God dammit. Of course it hasn't been proved yet, nobody is viewing the theorem as accepted by the mathematical community. But such a headline makes me think that his proof was debunked, and is just as bad as claiming it was proved.... which, again, was not exactly a common viewpoint.
I did, however, like the bit where the writer proposed that the ultimate interpreter of the supposed proof should receive credit as well as the original thinker; from the look I took at the theorem, it looks to be an arduous task (to say the least).
EDIT: I am not a maths person, and I do not keep in touch with the mathematics community except where the news is big enough to reach other fields (as this supposed proof did), so perhaps my 'nobody' is unsourced. But I believe anyone who would be 'in touch' enough to read this blog post would understand that the supposed proof is far from being accepted as a true proof.

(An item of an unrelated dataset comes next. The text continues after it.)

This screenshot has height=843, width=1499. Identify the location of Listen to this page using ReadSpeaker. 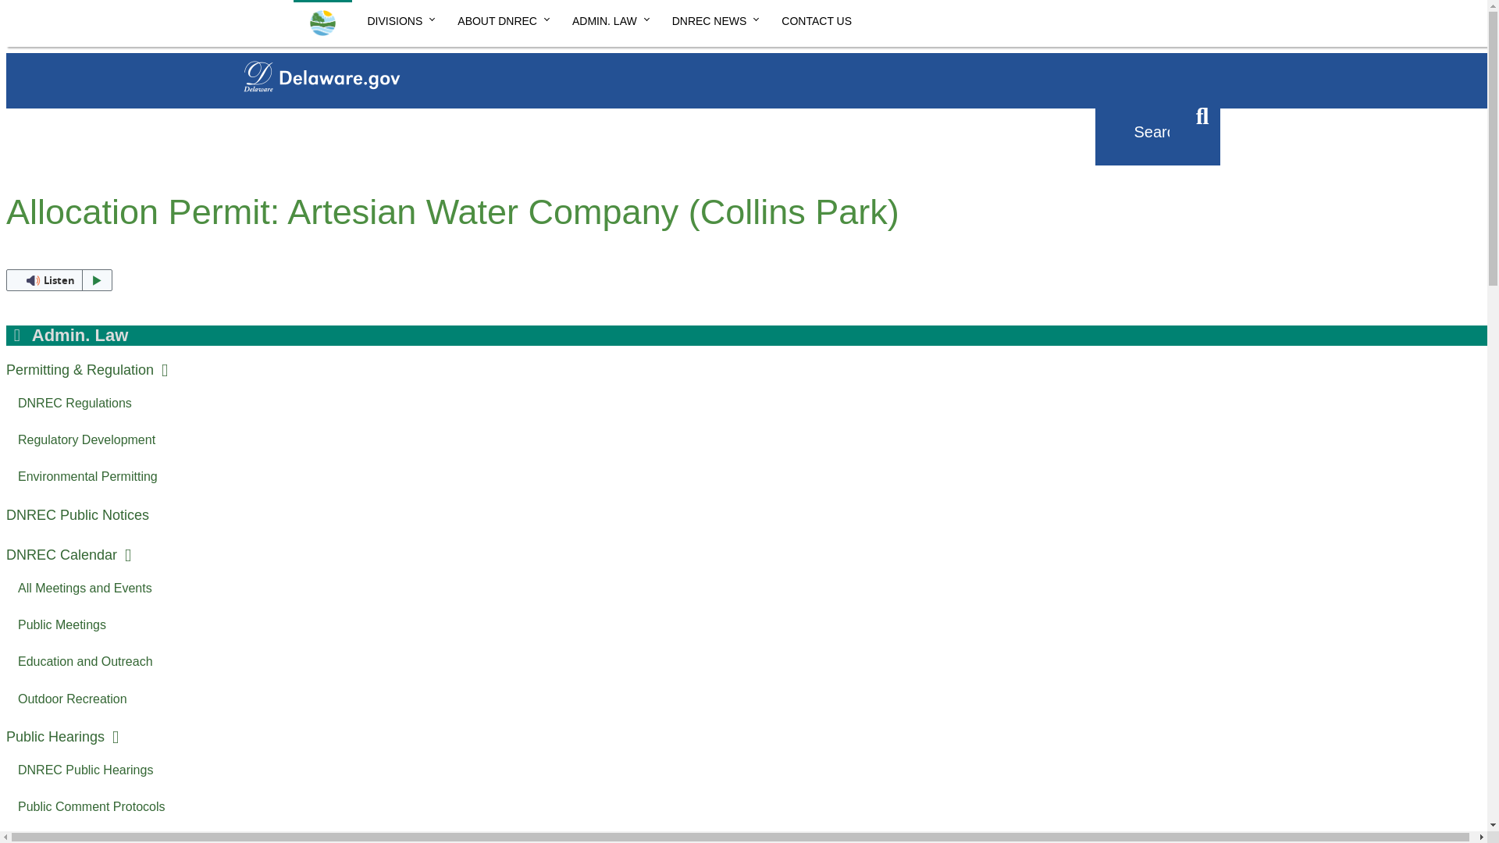
(59, 280).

Who's to say that there's going to be a single 'ultimate interpreter' of the proof? If it's a community effort do we pull a Time Magazine and say everyone proved it... oh, and I guess Shin Mochizuki helped.
This whole article is just kind of silly. The fact that we don't understand it is a fact about ourselves, not about Mochizuki's reasoning. The argument is meaningful and correct or it isn't, and our perceptions of it are secondary to the thing itself.
I have to agree with this. There is a lot of discussion about this proof, and also with the idea that the reasoning that leads to it may reveal new insight.
There is little to gain by lamenting the potential difficulty of verification by pointing out your interpretation of the accessibility of previous famous proof attempts.
It does seem like a link-baity title. It would be more accurate to say "The proof of the ABC Conjecture has not been fully understood yet", which is actually not news because we're in the same state of things as when the proof was announced...
too long, don't bother reading: A proposition is only considered proven when a bunch of experts reach a consensus that a proposed proof is correct. This is currently not the case for the ABC conjecture.
I did, however, like the bit where the writer proposed that the ultimate interpreter of the supposed proof should receive credit as well as the original thinker; from the look I took at the theorem, it looks to be an arduous task (to say the least).
EDIT: I am not a maths person, and I do not keep in touch with the mathematics community except where the news is big enough to reach other fields (as this supposed proof did), so perhaps my 'nobody' is unsourced. But I believe anyone who would be 'in touch' enough to read this blog post would understand that the supposed proof is far from being accepted as a true proof.